Nice things to make balloons out of

A chemist friend of mine thought of some very interesting things to make balloons out of. I'm still waiting to hear from him for some more details, but here are the highlights:
1) A superhydrophobic material, so that microbes can't stick to it
2) A superhydrophilic material, so that they are stuck fast and broken up
3) A photocatalytic material, which would catalyse anything on it to break down, ultimately into CO2 and water

I think (2) is out because the canopy would pick up too much moisture in the troposphere and would presumably be weighed down, reducing the height reached.

1 and 3 might well work, and 3 seems most elegant since it is an active process of sterilisation. Having said that, the same colleague still thought UVC might be best.

Our ultimate task is to kill spores - if we can kill spores then we can kill anything! Hence a massive UVC dose from LEDs etc might be necessary - if we can carry that many LEDs and enough power...

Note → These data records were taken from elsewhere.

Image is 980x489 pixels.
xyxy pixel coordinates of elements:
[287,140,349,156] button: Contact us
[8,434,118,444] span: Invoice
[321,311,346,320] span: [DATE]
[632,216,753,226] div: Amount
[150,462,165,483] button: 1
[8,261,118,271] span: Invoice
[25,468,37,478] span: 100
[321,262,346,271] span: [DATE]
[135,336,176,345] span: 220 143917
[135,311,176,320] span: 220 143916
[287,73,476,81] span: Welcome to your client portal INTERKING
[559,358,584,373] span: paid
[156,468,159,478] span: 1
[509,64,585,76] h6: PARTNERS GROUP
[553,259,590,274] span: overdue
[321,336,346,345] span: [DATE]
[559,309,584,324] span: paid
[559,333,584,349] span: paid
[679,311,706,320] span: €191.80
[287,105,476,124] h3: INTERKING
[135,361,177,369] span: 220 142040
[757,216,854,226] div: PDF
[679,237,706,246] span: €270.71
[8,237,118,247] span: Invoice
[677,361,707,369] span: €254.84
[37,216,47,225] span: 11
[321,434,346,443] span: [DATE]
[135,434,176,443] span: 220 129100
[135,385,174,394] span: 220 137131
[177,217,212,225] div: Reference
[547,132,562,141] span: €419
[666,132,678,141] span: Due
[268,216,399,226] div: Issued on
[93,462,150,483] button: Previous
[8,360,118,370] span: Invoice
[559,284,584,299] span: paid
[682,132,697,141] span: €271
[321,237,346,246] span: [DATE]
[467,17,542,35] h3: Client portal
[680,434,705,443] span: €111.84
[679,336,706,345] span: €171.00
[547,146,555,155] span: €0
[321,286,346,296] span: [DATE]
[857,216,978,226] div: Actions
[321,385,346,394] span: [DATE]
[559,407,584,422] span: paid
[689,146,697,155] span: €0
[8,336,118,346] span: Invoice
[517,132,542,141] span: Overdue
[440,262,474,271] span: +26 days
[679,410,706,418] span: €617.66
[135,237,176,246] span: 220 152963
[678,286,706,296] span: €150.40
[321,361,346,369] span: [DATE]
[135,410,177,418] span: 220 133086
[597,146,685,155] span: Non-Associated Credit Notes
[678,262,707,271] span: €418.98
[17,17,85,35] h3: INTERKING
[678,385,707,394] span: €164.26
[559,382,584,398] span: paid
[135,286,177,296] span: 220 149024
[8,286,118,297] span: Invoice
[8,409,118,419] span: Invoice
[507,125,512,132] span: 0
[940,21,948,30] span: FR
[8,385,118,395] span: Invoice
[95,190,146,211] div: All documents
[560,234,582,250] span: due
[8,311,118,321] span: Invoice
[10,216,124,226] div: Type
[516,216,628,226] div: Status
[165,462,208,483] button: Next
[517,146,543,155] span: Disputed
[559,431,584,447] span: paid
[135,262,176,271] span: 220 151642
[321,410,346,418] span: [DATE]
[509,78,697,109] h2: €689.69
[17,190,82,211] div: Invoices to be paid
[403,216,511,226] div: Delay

As always in "balloon material fantasies", it comes down to if we can find a suitable compound, if it is gastight for helium, robust enough for flight (without tearing etc), if someone will make balloons out of it for us, and for how much!
Cyclo-olefins is at least a name we can bandy around for the chosen property of UVC transparency... Any ideas who to order that from and any ideas about the other sorts of compounds?

If we can't fly a full size balloon made of our dream compound, then perhaps we can fall back on a small scale model, and then fly other hardware on a "dirty" normal balloon for a high altitude proof of concept?